[What to do] Write out again the lines from the line with "Find the location" up to and including the line with "You are a GUI", exactly as they stand below, and skip any picture.

[Listed records]
.....

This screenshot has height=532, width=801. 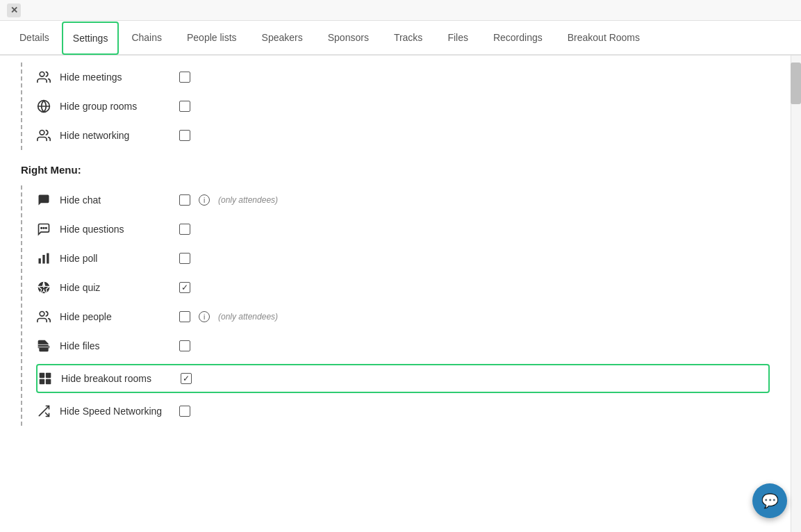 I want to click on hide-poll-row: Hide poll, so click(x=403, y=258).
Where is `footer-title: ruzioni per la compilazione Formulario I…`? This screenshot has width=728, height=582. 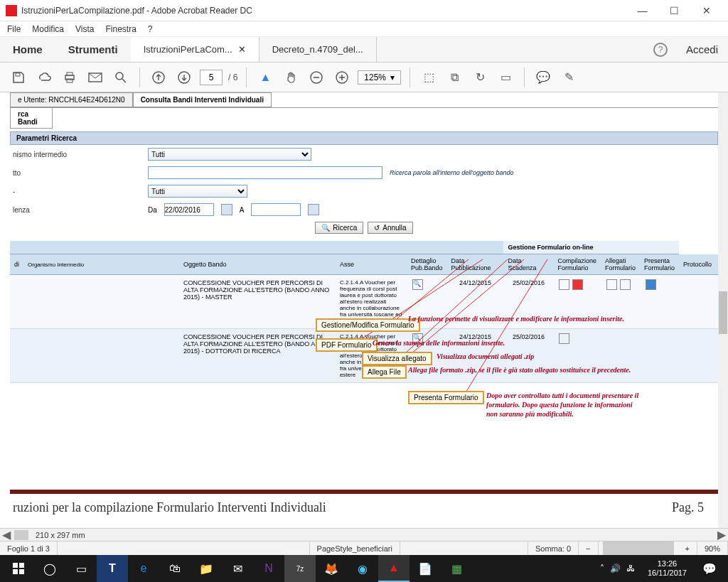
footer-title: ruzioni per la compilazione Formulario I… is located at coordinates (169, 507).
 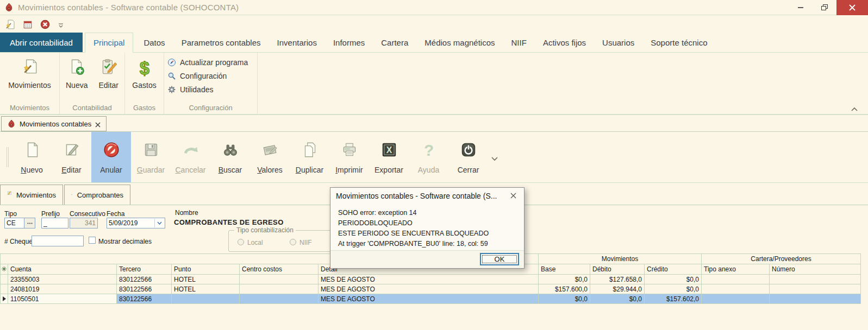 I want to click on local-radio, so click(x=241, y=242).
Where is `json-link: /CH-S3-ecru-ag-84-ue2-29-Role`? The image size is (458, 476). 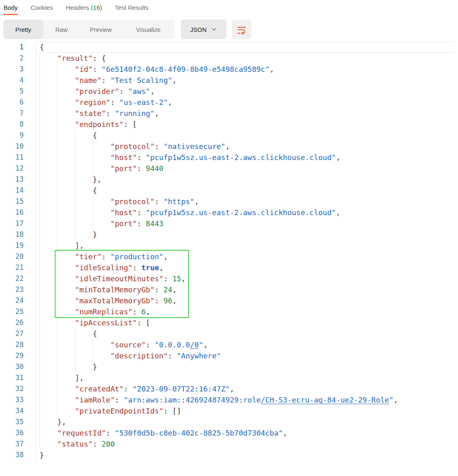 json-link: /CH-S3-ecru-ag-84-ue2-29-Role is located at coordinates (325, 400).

.....

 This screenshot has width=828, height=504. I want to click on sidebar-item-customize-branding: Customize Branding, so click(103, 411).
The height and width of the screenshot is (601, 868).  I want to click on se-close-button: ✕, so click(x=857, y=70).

.....

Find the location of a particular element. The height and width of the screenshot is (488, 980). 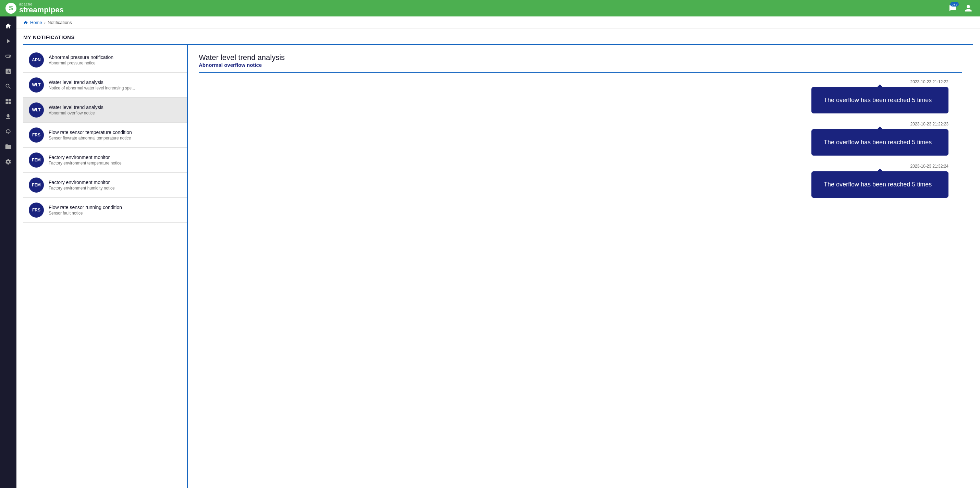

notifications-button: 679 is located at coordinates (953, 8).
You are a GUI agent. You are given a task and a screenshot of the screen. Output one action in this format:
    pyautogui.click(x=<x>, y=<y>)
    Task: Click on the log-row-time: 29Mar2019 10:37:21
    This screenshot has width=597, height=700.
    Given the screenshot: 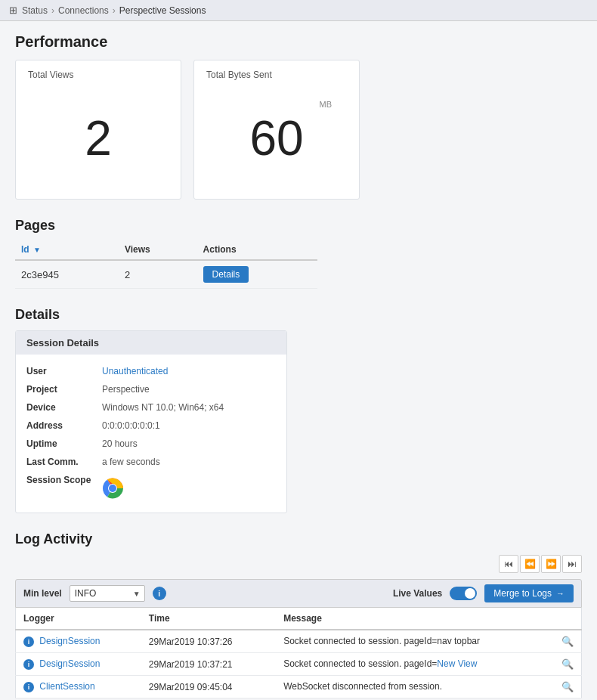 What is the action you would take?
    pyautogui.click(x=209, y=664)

.....

[Response box]
Find the location of a particular element. The height and width of the screenshot is (488, 980). 

notifications-button: 679 is located at coordinates (953, 8).
You are a GUI agent. You are given a task and a screenshot of the screen. Output one action in this format:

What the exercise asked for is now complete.